In his view, Agu's position existed only because he had been first.

And first did not mean best.

Spiritfeather still remembered being confined in the shelter. To him, locking them away had been a crude solution. If he had led them, he believed he would have inspired loyalty rather than enforced containment.

Because of this, he quietly judged Agu unworthy of being the true ancestor of their kind.

"Will Bluefeather stand with me?" Spiritfeather asked.

Bluefeather was the most beautiful among them. Her presence carried natural influence.

Spiritfeather's interest was not purely emotional.

He thought strategically.

To shape the future, they needed numbers.

They were the race created to bring color and order to the world in God's name. To fulfill that mission, expansion was essential.

At first, Agu had labored alone. His transformation of the land had been slow.

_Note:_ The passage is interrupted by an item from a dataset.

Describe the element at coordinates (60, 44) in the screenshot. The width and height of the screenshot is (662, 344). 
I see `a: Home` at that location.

With more people, with shared knowledge and improved tools, transformation could spread far beyond a single valley.

There were only slightly more than thirty of them now.

That was not enough.

"She does not agree," came the reply.

It was from Windstep, the feathered man skilled in dance and agility, the one who had first bitten through the vines to fashion the swing. He admired Spiritfeather deeply and often acted as his intermediary.

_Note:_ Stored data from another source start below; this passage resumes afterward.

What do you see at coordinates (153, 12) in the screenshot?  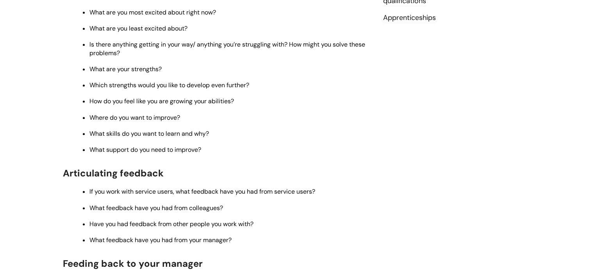 I see `span: What are you most excited about right now?` at bounding box center [153, 12].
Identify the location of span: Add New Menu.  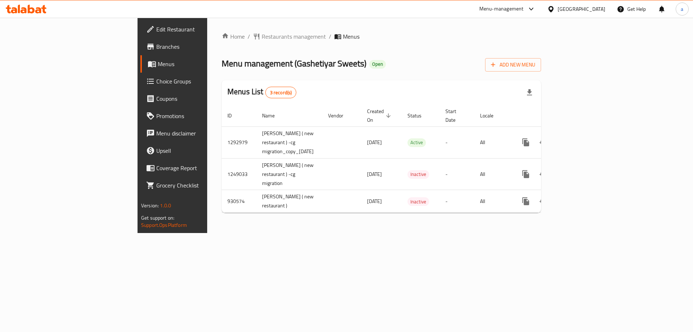
(513, 65).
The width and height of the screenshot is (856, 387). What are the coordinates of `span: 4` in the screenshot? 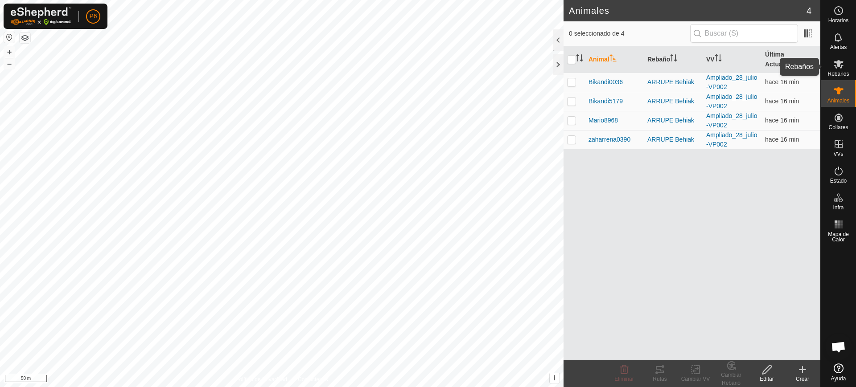 It's located at (809, 11).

"If she does not agree, then leave it," Spiritfeather said after a pause.

To them, reproduction was not romance. It was strategy.

Love had not yet emerged within their culture.

Spiritfeather's brief silence was not heartbreak. It was wounded pride.

On the other side of the valley, Agu stood before the stone slab, deep in thought.

The Ceremony of the Feathered People was still primitive. It contained only foundational behavioral laws.

Another text had yet to be fully realized.

The Chronicle.

If the Ceremony defined conduct, the Chronicle would record origin.

The stone tablet engraved with ritual law had been completed. But Agu still struggled with another medium.

He had attempted to shape river clay into tablets and carve words into them. Yet the clay was brittle. It dissolved in water. The carvings flaked away under pressure.

Such material could not endure time.

The Chronicle did not need to stand in public view like the Ceremony. It could be preserved carefully.

But if it could not survive generations, it was meaningless.

"I must find a way to strengthen clay," Agu murmured to himself.

Behind him, Bluefeather approached quietly.

"Are you not concerned about Spiritfeather and the others?" she asked. She also told him that Windstep had tried to persuade her.

Agu did not grow angry.

"No. This is inevitable," he said calmly.

Everyone was free.

If the world was to expand, divergence would occur.

"What matters," Agu continued, "is that the Law and the Chronicle remain true. As long as they guide correctly, leadership itself is secondary."

In Agu's heart, this mortal world was only part of a longer path. One day, he would return to God.

If, at that time, Spiritfeather became leader, then so be it.

Yet even as he spoke, a faint unease flickered within him.

Spiritfeather's intelligence was sharp. Almost too sharp.

Still, sharpness could elevate the tribe.

Suppressing further doubt, Agu turned his focus to construction.

First, they needed proper dwellings.

The earlier shelter had been crude, erected quickly at night. During recent days, many improvements had been proposed.

The surrounding forest soon paid the price.

This time, instead of using whole logs, they cut and shaved wood into boards with stone blades.

Previously, logs had been used to prevent young ones from breaking through. Now they built for comfort and permanence.

Gradually, a true gathering place began to take form.